1804: Johann Strauss the Elder, composer of waltzes, was born in Vienna.

1836: Isabella Mary Mayson, who became Mrs Beeton of cookery book fame, was born in Heidelberg.

1879: Albert Einstein, physicist and mathematician, was born in Ulm, Bavaria.

1883: Death of German philosopher and father of Communism Karl Marx.

1885: First production of The Mikado, by Gilbert and Sullivan, at the Savoy Theatre, London.

1891: The first telephone cable along the English channel bed was laid by the submarine Monarch.

1929: In Chicago, boogie-woogie pioneer Clarence

Pinetop' Smith was killed as he sat at his piano, by a gunman's bullet not intended for him. He was 24.

1939: The Timeless' Test between South Africa and England in Durban ended - it started on March 3 - because the England players had to rejoin their ship.

1961: The New English Bible was published.

1964: Jack Ruby was found guilty in Dallas of killing Lee Harvey Oswald, alleged assassin of President Kennedy, and was sentenced to death. He died of a blood clot in the lung in 1967.

1977: The Government announced that prices had risen 69.5% since 1974.

1984: Sinn Fein leader Gerry Adams was shot and seriously injured by Loyalist gunmen.

1991: The "Birmingham Six" - six Irishmen jailed in 1975 for their alleged part in the IRA Birmingham pub bombings and the murder of 21 people - were freed after the court of appeal upheld the men's claim that officers of the West Midlands Police invented or distorted evidence against them.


Where does the string "Billions" occur in the records? Copy each line that holds it.

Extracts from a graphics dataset
______

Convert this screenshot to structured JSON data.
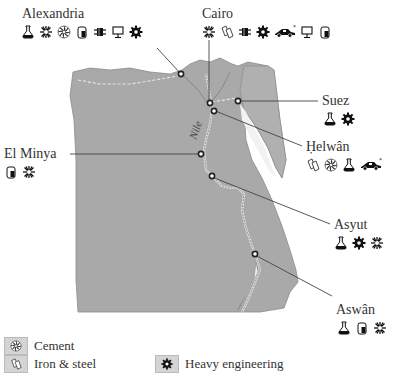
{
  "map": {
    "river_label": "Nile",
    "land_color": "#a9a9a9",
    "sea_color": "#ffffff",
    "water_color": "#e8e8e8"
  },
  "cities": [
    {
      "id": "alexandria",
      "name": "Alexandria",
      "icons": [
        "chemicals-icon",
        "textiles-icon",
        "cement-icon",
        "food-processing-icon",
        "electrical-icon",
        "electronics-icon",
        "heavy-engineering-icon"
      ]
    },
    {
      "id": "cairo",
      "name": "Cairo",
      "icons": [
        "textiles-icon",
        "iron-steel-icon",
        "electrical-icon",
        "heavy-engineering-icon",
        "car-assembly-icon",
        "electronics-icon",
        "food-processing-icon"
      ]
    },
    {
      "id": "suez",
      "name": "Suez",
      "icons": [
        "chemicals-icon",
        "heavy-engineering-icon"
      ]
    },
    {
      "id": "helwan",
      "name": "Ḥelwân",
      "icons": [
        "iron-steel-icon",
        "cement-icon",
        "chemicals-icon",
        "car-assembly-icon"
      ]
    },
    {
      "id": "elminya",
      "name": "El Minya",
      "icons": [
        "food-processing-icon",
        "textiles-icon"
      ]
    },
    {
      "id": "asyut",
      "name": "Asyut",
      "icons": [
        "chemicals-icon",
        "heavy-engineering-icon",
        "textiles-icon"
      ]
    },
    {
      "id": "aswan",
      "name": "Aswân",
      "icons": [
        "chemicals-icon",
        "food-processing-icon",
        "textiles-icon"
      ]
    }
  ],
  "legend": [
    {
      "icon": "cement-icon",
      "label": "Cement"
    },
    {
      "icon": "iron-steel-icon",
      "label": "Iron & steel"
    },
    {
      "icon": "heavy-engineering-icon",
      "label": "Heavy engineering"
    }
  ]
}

______

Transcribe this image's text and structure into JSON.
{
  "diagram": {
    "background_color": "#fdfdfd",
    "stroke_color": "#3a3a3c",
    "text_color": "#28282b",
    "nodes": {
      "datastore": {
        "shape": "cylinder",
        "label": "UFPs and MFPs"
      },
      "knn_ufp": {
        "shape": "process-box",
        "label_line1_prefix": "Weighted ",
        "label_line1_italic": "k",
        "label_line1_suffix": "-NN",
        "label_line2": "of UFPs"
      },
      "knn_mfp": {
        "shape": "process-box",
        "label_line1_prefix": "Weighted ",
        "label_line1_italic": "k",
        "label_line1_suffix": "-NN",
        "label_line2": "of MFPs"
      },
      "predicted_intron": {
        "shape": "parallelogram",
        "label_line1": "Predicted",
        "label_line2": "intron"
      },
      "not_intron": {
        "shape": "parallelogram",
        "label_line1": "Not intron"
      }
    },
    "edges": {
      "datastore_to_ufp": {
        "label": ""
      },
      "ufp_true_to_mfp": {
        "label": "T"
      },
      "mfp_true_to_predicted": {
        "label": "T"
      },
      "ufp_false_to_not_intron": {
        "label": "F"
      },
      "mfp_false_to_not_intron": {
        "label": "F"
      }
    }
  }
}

______

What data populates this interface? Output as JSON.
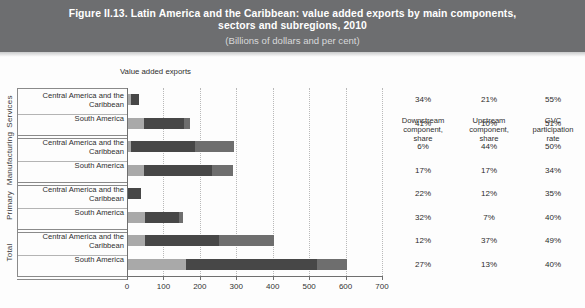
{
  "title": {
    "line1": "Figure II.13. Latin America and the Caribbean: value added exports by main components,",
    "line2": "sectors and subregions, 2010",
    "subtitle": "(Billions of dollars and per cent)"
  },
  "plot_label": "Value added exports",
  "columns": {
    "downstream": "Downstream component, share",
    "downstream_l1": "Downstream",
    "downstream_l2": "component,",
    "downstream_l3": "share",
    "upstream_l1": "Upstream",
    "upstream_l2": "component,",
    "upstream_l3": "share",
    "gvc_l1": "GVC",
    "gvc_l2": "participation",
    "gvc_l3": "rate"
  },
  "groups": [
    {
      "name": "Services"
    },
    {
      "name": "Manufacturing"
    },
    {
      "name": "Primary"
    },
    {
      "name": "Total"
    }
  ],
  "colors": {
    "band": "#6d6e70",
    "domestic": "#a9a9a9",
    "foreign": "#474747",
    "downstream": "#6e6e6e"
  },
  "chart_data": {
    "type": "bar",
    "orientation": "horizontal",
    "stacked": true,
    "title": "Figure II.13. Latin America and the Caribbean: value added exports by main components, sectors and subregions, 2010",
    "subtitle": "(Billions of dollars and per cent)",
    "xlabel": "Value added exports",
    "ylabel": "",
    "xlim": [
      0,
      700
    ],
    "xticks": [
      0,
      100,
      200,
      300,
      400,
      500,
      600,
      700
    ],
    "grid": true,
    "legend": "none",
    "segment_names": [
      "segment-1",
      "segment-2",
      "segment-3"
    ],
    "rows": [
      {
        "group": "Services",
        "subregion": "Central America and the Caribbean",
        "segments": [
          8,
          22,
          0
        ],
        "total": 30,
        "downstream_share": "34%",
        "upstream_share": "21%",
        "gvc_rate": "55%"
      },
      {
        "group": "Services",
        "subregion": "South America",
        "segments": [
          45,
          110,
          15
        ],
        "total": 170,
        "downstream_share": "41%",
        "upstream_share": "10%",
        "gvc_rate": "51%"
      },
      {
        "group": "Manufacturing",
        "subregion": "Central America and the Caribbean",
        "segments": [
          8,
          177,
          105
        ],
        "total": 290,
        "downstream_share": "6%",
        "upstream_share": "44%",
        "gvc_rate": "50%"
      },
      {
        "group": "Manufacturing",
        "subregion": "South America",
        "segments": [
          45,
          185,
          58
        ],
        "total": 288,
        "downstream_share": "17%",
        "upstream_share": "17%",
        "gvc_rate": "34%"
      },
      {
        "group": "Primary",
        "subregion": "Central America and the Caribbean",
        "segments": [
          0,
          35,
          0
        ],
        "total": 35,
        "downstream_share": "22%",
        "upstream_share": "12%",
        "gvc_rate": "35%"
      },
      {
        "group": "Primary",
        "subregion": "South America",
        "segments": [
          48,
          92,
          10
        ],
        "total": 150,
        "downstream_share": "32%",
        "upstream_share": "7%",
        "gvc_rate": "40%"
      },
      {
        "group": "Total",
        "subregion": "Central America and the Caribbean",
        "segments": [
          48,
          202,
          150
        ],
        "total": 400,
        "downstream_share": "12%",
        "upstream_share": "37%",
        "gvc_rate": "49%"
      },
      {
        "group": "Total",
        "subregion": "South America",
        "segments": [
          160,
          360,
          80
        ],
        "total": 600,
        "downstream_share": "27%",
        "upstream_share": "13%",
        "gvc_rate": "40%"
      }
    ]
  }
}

______

◆ **Finished exercise**:
    "subtitle": "(Billions of dollars and per cent)"
    "subtitle": "(Billions of dollars and per cent)",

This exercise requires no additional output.